For now, these are fat times again at the University of California. State and university officials are portraying this as a prudent course given some economic rebounds and the state’s improved fiscal situation.

UC, of course, isn’t the only university system relying on debt.

“A decade-long spending binge to build academic buildings, dormitories and recreational facilities – some of them inordinately lavish to attract students – has left colleges and universities saddled with large amounts of debt,” reported Andrew Martin in the New York Times. “Overall debt levels more than doubled from 2000 to 2011 at the more than 500 institutions rated by Moody’s.”

This is a vicious cycle. In June, the Federal Reserve’s Board of Governors warned that rapid increases in student-loan debt is reminiscent of the housing bubble. Students took advantage of the government-backed loans. That free-flowing money enabled universities to keep spending and hiking tuition costs to cover it. Why not? Uncle Sam was shoveling cash to the kids.

The money, however, funds an aging university model that is seeing some challenge from new technologies. California legislators shelved a bill that would have provided education credits for MOOC (Massive Open Online Courses), but eventually the bricks-and-mortar university system will have to adapt, at least in some measure, to lower-cost competition.

The traditional university model isn’t going away any time soon, but it’s worth questioning whether unrestrained investment in campuses and dormitories is the smartest way to invest in the future. Yet the higher-education “community” can’t free itself from its ivy-entangled, hardbound-textbook view of our changing world.

“These institutions have few options,” according to Inside Higher Ed’s look at the college debt crisis. “They can continue to hold off on projects, leading to an aging and potentially unsafe campus and more expensive renovations in the future. Or they can fund projects from their operating budgets, which could siphon off resources for other priorities, such as faculty salaries and student services.”

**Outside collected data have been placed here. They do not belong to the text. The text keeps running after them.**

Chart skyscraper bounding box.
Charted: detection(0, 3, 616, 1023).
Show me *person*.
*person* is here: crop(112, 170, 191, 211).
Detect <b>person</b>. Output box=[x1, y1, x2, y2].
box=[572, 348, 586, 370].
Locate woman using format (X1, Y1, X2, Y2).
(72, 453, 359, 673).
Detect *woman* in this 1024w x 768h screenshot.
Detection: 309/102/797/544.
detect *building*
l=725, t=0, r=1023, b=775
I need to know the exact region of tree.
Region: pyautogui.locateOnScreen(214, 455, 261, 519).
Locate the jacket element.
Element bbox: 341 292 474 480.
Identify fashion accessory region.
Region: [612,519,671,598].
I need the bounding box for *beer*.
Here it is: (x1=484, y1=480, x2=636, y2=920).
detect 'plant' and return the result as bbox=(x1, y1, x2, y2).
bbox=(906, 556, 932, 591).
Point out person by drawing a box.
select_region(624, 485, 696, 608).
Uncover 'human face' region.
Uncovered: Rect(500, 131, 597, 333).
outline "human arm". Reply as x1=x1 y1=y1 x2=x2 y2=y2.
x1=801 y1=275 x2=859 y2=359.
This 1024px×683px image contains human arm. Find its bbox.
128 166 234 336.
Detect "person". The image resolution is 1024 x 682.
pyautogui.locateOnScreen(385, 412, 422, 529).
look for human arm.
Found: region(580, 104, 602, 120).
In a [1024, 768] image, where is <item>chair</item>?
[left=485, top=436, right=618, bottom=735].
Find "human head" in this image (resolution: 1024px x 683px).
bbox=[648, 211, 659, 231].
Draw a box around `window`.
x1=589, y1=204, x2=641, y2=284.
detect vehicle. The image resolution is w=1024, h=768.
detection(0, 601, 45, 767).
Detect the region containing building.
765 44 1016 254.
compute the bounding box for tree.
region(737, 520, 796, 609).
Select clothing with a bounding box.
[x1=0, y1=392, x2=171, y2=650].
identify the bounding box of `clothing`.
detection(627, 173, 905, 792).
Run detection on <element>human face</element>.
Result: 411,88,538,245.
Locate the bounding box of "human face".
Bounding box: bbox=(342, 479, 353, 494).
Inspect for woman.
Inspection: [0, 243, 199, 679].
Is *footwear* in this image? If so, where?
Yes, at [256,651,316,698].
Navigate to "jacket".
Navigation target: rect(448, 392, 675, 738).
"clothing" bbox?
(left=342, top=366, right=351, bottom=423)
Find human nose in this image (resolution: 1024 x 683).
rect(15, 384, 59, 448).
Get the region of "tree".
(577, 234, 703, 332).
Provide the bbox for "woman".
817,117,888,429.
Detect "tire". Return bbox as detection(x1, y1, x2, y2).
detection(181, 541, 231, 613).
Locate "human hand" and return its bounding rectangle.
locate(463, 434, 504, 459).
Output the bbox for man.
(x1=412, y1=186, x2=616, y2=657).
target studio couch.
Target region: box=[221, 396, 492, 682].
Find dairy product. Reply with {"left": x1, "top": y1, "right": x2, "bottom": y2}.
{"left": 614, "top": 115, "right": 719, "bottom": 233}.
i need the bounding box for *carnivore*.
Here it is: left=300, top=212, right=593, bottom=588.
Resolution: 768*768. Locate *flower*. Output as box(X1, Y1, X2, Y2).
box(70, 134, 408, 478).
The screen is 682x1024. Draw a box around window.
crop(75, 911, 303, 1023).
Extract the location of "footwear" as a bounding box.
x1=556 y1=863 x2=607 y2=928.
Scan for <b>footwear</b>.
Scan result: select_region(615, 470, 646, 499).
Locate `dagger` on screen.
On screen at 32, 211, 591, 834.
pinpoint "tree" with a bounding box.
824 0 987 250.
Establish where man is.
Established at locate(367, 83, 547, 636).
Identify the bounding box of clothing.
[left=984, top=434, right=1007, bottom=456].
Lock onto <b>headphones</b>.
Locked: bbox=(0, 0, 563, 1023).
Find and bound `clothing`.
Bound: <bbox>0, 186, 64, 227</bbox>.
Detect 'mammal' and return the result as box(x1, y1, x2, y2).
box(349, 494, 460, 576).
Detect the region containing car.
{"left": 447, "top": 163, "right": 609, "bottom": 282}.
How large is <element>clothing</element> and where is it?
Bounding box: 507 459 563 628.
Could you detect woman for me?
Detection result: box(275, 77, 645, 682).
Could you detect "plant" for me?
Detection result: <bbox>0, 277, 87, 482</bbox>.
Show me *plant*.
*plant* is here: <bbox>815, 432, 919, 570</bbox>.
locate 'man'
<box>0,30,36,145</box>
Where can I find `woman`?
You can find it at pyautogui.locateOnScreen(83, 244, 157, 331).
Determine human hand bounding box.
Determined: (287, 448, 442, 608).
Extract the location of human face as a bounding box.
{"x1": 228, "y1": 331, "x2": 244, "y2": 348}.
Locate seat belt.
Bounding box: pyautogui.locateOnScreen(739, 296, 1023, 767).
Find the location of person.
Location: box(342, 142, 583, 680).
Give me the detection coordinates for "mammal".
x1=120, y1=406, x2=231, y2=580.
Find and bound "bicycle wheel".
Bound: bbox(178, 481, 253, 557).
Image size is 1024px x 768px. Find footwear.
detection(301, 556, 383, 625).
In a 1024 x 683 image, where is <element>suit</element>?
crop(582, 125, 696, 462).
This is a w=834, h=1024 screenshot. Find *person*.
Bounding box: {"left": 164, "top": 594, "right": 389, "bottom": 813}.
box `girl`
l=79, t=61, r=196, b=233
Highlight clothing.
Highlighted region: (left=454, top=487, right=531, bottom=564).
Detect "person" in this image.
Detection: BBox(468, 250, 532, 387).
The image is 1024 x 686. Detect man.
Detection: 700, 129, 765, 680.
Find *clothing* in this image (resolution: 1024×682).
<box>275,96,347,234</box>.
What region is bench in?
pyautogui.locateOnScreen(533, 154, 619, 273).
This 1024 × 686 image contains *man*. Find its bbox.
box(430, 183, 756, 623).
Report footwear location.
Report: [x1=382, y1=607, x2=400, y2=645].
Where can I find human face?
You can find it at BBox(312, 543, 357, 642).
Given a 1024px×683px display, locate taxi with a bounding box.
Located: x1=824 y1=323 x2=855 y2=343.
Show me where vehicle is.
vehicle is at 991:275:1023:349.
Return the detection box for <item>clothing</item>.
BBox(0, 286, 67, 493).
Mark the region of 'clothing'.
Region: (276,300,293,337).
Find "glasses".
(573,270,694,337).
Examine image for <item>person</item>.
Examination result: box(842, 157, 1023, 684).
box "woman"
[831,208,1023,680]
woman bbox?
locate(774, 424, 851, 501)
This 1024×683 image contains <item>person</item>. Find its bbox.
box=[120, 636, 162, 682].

Are those really the only two choices? The description of faculty salaries as a priority is telling. A system with less access to funds would hold down compensation (and force professors to teach a few more classes, perhaps), but it would also hold down tuition for students and leave them less saddled with debt after they graduate.

Wall Street will always lend the money – and not just to fund university level educational institutions. The California Legislature put the kibosh on “capital appreciation bonds,” which allowed public-school and community college districts to embrace funding schemes reminiscent of loan sharking.

These kind of bonds don’t have to be paid back for decades and they are issued at high interest rates. School districts that used these bonds will have to pay back as much as 20 times the amount they borrowed, according to published reports. Such is the drive by administrators to keep spending and to avoid tough battles over structural reform.

But real reform is exactly what schools and the University of California in particular needs most. Unfortunately, the system is racing headfirst down the path of the status quo. Like the California government, it might continue to work for a while. All good bubbles, though, must eventually burst.